CitectVBA Programming Reference > Understanding CitectVBA Language Basics > Date and Time Handling > Dates in Databases Using Different Calendars

Dates in Databases Using Different Calendars

If you use an existing database with date references of a different calendar type than your current operation system locality settings, CitectVBA could report a variety of errors or perform in an unexpected manner at runtime. For example, if you have used Hijri Calendar dates in your database, a syntax error message will occur if CitectVBA makes reference to Gregorian dates that are invalid Hijri dates (for example, the 31st of any month will produce a syntax error because no Hijri month has 31 days).

UNINTENDED EQUIPMENT OPERATION

Always confirm that calendar types in existing databases are compatible with the locality (regional and language) options of the operating system.

Failure to follow these instructions can result in death, serious injury, or equipment damage.

To avoid problems of this sort, all date references in an external database should be based on the Gregorian Calendar, or the database tables can be exported to text files before use in CitectSCADA. Dates in Microsoft Access database tables exported as text files are always stored as Gregorian values. If the database calendar is set to Hijri for example, automatic Hijri to Gregorian conversion is performed during the export process.

You can't set a database calendar programmatically using CitectVBA.

Note: When you want to use characters for Baltic, Central European, Cyrillic, Greek, Turkish, and Asian languages, or right-to-left languages (Arabic, Hebrew, Farsi, and Urdu) the operating system would need to have the corresponding language version of Windows, or have installed system support for that language.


=== What to work on ===
Your task is to filter the entries and copy every line containing the string "labels".

=== Material for this task ===

════════════════════

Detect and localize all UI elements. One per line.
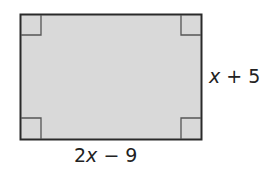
coefficient: 2 xyxy=(74,144,86,166)
bottom-side-label: 2x − 9 xyxy=(74,144,137,166)
bottom-side-expression: − 9 xyxy=(97,144,137,166)
variable-x: x xyxy=(209,65,220,87)
variable-x: x xyxy=(86,144,97,166)
right-side-expression: + 5 xyxy=(220,65,260,87)
rectangle-diagram xyxy=(0,0,280,176)
right-side-label: x + 5 xyxy=(209,65,260,87)
rectangle xyxy=(21,15,202,140)
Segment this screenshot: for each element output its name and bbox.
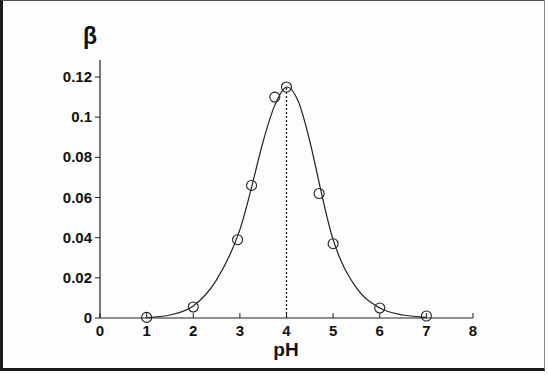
x-axis-title: pH: [273, 339, 298, 360]
x-tick-label: 4: [282, 322, 291, 339]
y-tick-label: 0.1: [71, 108, 92, 125]
y-tick-label: 0.06: [63, 189, 92, 206]
data-points: [142, 82, 432, 322]
x-tick-label: 1: [142, 322, 150, 339]
y-axis-title: β: [83, 23, 97, 49]
x-tick-label: 2: [189, 322, 197, 339]
x-tick-label: 0: [96, 322, 104, 339]
data-point-marker: [188, 302, 198, 312]
x-tick-label: 7: [422, 322, 430, 339]
x-tick-label: 8: [469, 322, 477, 339]
x-tick-label: 3: [236, 322, 244, 339]
x-tick-label: 5: [329, 322, 337, 339]
beta-vs-ph-chart: 01234567800.020.040.060.080.10.12 pH β: [0, 0, 548, 375]
axes: 01234567800.020.040.060.080.10.12: [63, 60, 477, 339]
y-tick-label: 0.12: [63, 68, 92, 85]
data-point-marker: [314, 188, 324, 198]
y-tick-label: 0.04: [63, 229, 93, 246]
y-tick-label: 0: [84, 309, 92, 326]
y-tick-label: 0.08: [63, 148, 92, 165]
x-tick-label: 6: [376, 322, 384, 339]
y-tick-label: 0.02: [63, 269, 92, 286]
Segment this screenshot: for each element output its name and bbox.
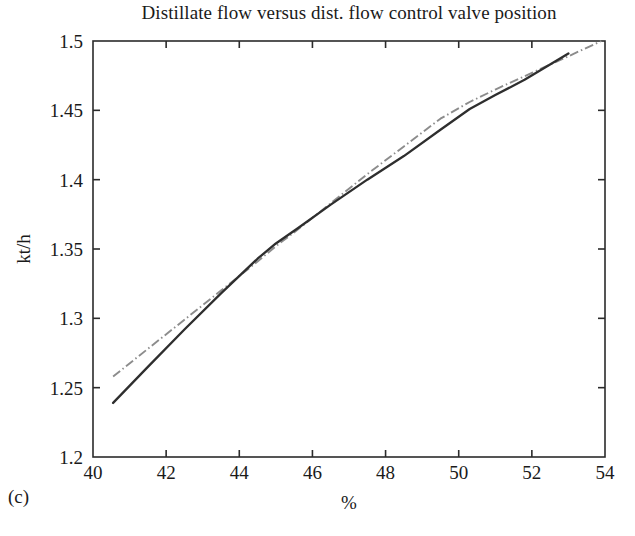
figure-panel: Distillate flow versus dist. flow contro… [0,0,635,536]
x-tick-label: 48 [376,462,395,483]
y-tick-label: 1.5 [59,31,83,52]
y-tick-label: 1.45 [50,100,83,121]
x-tick-label: 50 [449,462,468,483]
x-tick-label: 44 [230,462,250,483]
series-line-measured [113,53,568,402]
x-tick-label: 40 [84,462,103,483]
y-tick-label: 1.35 [50,239,83,260]
x-tick-label: 52 [522,462,541,483]
y-tick-label: 1.25 [50,378,83,399]
y-axis-title: kt/h [13,234,34,264]
x-tick-label: 46 [303,462,322,483]
x-tick-label: 42 [157,462,176,483]
y-tick-label: 1.2 [59,447,83,468]
panel-label: (c) [8,486,29,508]
x-axis-tick-labels: 4042444648505254 [84,462,616,483]
x-tick-label: 54 [596,462,616,483]
y-tick-label: 1.3 [59,308,83,329]
y-axis-ticks [93,110,605,387]
y-tick-label: 1.4 [59,170,83,191]
x-axis-ticks [166,41,532,457]
y-axis-tick-labels: 1.21.251.31.351.41.451.5 [50,31,84,468]
axes-frame [93,41,605,457]
x-axis-title: % [341,492,357,513]
chart-plot: 4042444648505254 1.21.251.31.351.41.451.… [0,0,635,536]
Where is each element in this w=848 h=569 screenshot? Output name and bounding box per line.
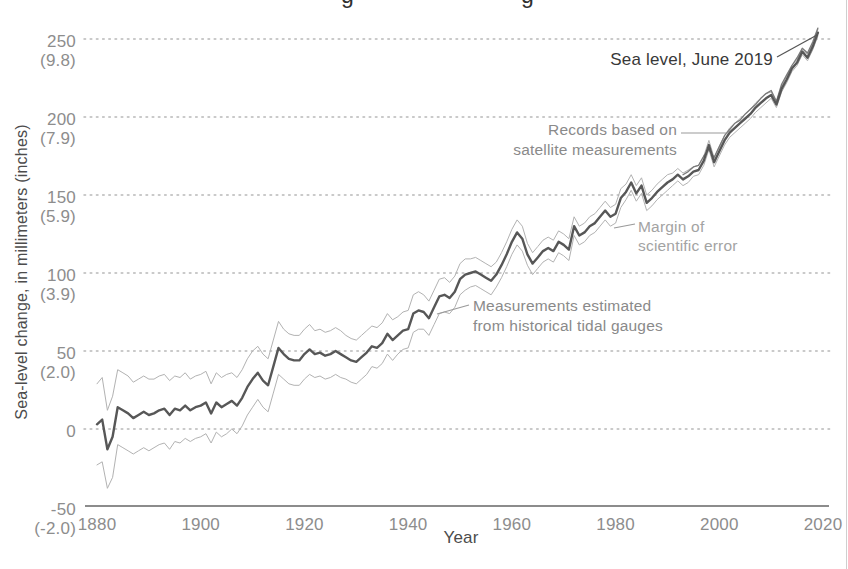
annotation-sea-level-june-2019: Sea level, June 2019 <box>610 50 773 70</box>
x-axis-title: Year <box>443 528 478 548</box>
x-tick-label-1880: 1880 <box>78 515 117 535</box>
page-edge-line <box>846 0 847 569</box>
chart-canvas <box>0 0 848 569</box>
y-tick-label-0: 0 <box>0 422 76 441</box>
y-tick-label-200: 200(7.9) <box>0 110 76 148</box>
sea-level-chart-page: g g Sea-level change, in millimeters (in… <box>0 0 848 569</box>
y-tick-label-150: 150(5.9) <box>0 188 76 226</box>
x-tick-label-1960: 1960 <box>493 515 532 535</box>
error-band-lower-line <box>97 36 818 488</box>
x-tick-label-1900: 1900 <box>181 515 220 535</box>
y-tick-label-100: 100(3.9) <box>0 266 76 304</box>
leader-margin-of-error <box>614 224 635 228</box>
x-tick-label-2000: 2000 <box>700 515 739 535</box>
y-tick-label-50: 50(2.0) <box>0 344 76 382</box>
y-tick-label-250: 250(9.8) <box>0 32 76 70</box>
y-tick-label--50: -50(-2.0) <box>0 500 76 538</box>
annotation-tidal-gauges: Measurements estimated from historical t… <box>473 296 663 336</box>
x-tick-label-1940: 1940 <box>389 515 428 535</box>
x-tick-label-2020: 2020 <box>804 515 843 535</box>
annotation-margin-of-error: Margin of scientific error <box>638 217 738 255</box>
annotation-satellite-records: Records based on satellite measurements <box>513 120 677 160</box>
x-tick-label-1980: 1980 <box>596 515 635 535</box>
x-tick-label-1920: 1920 <box>285 515 324 535</box>
leader-tidal-gauges <box>437 305 469 314</box>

════════════════════

=== Your response ===
x-axis-tick-labels: 4042444648505254 [84,462,616,483]
y-axis-tick-labels: 1.21.251.31.351.41.451.5 [50,31,84,468]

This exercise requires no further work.